But it doesn't hold true for women. As the abstract of this PLOS ONE paper (open publication) says, "The ability to accurately assess the intelligence of other persons finds its place in everyday social interaction and should have important evolutionary consequences."
So the authors did an experiment to find out whether people could accurately judge intelligence from photos of other people (university students, natch), whose IQ had been measured conventionally. And they could! At least, they could judge men's intelligence well from photos, but not women's. However, "Our study revealed no relation between intelligence and either attractiveness or face shape."
The full report [PDF] can also be downloaded.
(Score: 4, Interesting) by VLM on Wednesday April 02 2014, @08:28PM
No, its conscious, you just don't like it. Thats OK. The species is stronger as a group by being able to productively exploit its differences; differences are good as long as they're not too different. A wider habitat becomes available due to variation if you want to think of it that way. For any characteristic you can measure, a species is always stronger if that characteristic is between zero and "not too large" so the odds of this particular characteristic having a coefficient of exactly zero is extremely unlikely although highly politically popular, in fact its a political necessity. If the variation coefficient were zero, we'd make a stronger species by actively working to make it not zero. Its always going to be way smaller than individual variation within a group anyway, isn't it?
The more I consider the relative tradeoffs the less convinced I am that a scientifically measurable evolved ability to gauge intelligence of men better than women would have any reasonable theoretical model correlation with patriarchy / matriarchy during evolutionary history. So here I am flip flopping again, if the input data is correct I can't decide if it proves much if anything about ancient evolved patriarchy vs matriarchy after all. But it would be a fun research project!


Report each line of the records where "horizontal" occurs.

Figure dataset records
▬▬▬▬▬▬

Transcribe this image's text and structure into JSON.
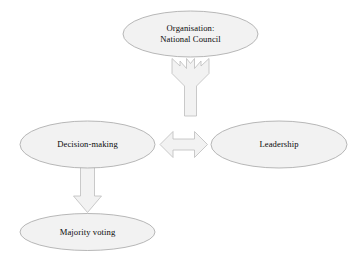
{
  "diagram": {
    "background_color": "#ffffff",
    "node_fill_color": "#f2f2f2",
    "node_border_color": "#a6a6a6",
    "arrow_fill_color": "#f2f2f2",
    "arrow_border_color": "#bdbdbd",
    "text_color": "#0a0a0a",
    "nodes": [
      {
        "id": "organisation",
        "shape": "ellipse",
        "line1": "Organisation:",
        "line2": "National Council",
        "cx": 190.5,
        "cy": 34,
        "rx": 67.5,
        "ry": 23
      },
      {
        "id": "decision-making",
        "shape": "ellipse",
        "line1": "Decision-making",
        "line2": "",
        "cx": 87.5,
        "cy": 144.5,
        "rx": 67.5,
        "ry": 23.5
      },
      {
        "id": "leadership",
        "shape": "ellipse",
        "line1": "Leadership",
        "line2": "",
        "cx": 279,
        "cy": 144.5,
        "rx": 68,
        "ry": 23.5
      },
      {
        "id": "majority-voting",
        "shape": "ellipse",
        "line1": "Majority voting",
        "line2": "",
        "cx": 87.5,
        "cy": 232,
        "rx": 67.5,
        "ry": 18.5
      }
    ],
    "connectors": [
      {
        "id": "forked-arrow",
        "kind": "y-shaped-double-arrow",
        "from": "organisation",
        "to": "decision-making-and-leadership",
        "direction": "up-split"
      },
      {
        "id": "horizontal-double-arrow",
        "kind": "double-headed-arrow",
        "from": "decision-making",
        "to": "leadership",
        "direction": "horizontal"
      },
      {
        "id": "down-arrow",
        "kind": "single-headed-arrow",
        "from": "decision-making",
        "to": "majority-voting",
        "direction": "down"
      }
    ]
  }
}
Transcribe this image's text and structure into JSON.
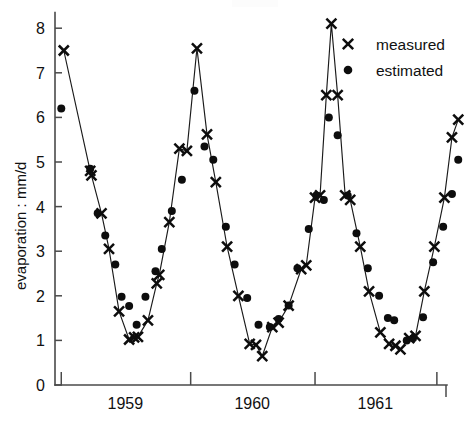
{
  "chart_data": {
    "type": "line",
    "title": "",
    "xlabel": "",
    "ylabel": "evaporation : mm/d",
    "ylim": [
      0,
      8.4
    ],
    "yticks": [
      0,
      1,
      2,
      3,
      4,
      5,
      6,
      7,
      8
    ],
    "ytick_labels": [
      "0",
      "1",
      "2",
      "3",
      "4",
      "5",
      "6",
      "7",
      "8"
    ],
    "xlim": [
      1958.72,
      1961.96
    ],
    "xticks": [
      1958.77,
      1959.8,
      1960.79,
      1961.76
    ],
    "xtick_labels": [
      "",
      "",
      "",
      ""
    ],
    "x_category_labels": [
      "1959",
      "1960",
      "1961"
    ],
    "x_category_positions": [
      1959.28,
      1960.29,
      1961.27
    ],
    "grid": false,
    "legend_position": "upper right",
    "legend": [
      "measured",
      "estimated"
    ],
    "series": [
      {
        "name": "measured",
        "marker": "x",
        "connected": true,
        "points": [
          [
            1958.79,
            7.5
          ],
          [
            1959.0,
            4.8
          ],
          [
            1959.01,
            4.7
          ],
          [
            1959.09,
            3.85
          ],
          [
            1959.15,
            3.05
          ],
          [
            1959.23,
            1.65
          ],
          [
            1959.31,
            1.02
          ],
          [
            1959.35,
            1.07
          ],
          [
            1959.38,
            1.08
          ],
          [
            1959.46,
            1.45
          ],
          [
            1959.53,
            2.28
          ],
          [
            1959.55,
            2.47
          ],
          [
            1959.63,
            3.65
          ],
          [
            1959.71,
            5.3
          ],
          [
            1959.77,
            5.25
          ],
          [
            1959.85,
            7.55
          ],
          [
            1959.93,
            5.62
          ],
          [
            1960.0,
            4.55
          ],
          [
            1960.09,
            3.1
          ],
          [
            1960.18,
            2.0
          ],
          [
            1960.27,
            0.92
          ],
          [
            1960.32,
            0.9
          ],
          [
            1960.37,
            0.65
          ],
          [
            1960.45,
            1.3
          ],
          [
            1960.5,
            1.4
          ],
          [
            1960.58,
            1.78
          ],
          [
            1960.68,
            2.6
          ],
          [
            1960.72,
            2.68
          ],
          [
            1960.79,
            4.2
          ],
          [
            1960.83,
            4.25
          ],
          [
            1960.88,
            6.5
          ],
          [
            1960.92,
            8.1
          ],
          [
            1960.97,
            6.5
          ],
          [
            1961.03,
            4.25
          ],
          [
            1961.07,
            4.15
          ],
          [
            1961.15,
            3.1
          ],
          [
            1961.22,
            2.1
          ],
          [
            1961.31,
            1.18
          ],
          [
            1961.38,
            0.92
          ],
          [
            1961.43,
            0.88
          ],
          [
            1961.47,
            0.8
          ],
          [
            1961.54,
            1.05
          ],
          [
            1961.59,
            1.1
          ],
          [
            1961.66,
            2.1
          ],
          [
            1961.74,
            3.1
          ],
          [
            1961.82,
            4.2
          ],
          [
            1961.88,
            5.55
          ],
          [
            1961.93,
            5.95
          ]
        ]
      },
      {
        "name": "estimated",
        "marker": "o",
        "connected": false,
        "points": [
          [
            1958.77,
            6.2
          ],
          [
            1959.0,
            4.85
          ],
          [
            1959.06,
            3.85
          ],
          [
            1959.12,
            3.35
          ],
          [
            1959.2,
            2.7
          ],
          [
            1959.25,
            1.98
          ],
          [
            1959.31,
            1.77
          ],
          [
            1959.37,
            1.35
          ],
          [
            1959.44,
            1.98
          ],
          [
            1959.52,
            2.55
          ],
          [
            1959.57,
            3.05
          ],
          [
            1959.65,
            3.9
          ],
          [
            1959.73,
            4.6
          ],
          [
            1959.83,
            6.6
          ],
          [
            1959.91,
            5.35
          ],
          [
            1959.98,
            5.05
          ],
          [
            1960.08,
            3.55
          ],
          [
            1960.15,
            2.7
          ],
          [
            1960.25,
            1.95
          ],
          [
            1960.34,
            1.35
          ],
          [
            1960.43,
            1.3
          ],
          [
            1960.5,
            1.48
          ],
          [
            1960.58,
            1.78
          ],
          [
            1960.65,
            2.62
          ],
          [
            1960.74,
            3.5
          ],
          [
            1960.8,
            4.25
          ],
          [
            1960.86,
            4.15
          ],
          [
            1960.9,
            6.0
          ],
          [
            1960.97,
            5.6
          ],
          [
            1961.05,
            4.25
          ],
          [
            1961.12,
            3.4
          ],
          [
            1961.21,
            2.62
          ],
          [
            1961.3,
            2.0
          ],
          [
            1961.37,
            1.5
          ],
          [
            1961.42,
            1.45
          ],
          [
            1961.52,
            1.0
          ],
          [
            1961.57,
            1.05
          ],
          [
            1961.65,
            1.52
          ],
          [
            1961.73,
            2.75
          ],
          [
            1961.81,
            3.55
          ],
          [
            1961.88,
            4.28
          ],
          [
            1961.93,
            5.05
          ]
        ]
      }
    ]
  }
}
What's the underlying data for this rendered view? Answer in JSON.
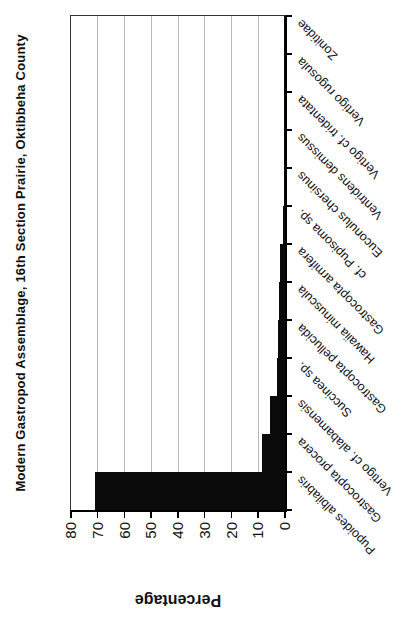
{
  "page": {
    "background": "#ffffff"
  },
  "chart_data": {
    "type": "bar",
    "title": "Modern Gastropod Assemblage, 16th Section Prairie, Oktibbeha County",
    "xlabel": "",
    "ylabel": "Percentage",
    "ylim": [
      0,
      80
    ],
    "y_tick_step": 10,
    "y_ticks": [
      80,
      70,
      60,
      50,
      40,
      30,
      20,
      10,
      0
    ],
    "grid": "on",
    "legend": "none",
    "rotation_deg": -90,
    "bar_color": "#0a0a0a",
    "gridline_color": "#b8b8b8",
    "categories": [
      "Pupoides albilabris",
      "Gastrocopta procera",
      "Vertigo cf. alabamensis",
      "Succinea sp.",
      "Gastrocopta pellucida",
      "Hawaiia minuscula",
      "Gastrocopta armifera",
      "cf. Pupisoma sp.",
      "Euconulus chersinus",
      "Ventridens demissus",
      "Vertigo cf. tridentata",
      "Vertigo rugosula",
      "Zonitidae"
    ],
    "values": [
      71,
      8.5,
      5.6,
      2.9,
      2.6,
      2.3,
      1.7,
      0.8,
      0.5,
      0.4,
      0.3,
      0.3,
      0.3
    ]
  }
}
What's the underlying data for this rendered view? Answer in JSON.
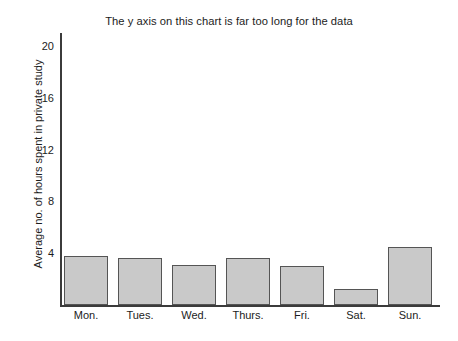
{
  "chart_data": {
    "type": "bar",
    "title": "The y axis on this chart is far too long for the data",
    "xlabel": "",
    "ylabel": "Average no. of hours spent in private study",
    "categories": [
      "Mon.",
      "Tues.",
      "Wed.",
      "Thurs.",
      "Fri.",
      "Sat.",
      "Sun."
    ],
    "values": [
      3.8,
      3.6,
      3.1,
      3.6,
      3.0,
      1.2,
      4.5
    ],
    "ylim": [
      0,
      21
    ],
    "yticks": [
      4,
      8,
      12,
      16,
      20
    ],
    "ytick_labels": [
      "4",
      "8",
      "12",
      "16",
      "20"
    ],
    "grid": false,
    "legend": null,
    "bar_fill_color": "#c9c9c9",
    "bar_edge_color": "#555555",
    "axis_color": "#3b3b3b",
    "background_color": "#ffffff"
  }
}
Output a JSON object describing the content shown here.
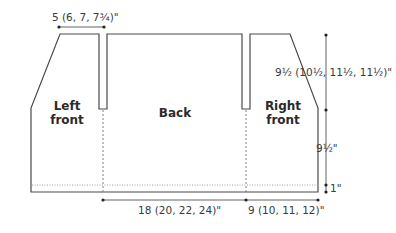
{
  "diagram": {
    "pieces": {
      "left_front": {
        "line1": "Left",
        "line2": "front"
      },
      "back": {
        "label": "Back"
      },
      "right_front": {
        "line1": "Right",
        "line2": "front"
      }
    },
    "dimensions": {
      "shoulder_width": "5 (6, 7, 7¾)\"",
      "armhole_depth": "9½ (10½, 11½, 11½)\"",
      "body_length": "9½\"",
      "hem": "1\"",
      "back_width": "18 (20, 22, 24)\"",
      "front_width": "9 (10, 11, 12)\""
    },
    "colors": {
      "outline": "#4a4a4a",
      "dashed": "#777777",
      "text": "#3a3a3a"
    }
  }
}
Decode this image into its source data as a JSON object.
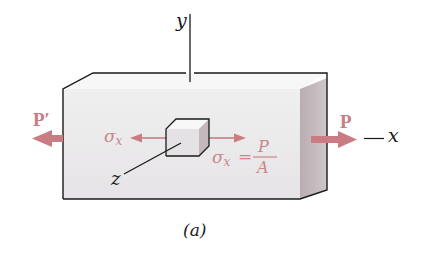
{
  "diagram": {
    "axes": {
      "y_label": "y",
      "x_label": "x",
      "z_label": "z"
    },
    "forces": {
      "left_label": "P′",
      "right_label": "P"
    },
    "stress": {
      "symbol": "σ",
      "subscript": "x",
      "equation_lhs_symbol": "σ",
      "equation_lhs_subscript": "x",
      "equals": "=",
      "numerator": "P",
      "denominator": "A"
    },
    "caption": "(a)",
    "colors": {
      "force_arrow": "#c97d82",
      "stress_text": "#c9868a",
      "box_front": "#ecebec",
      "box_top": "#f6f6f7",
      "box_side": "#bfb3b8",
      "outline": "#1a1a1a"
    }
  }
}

▬▬▬▬▬▬

*Response to this task*:
        "id": "horizontal-double-arrow",
        "direction": "horizontal"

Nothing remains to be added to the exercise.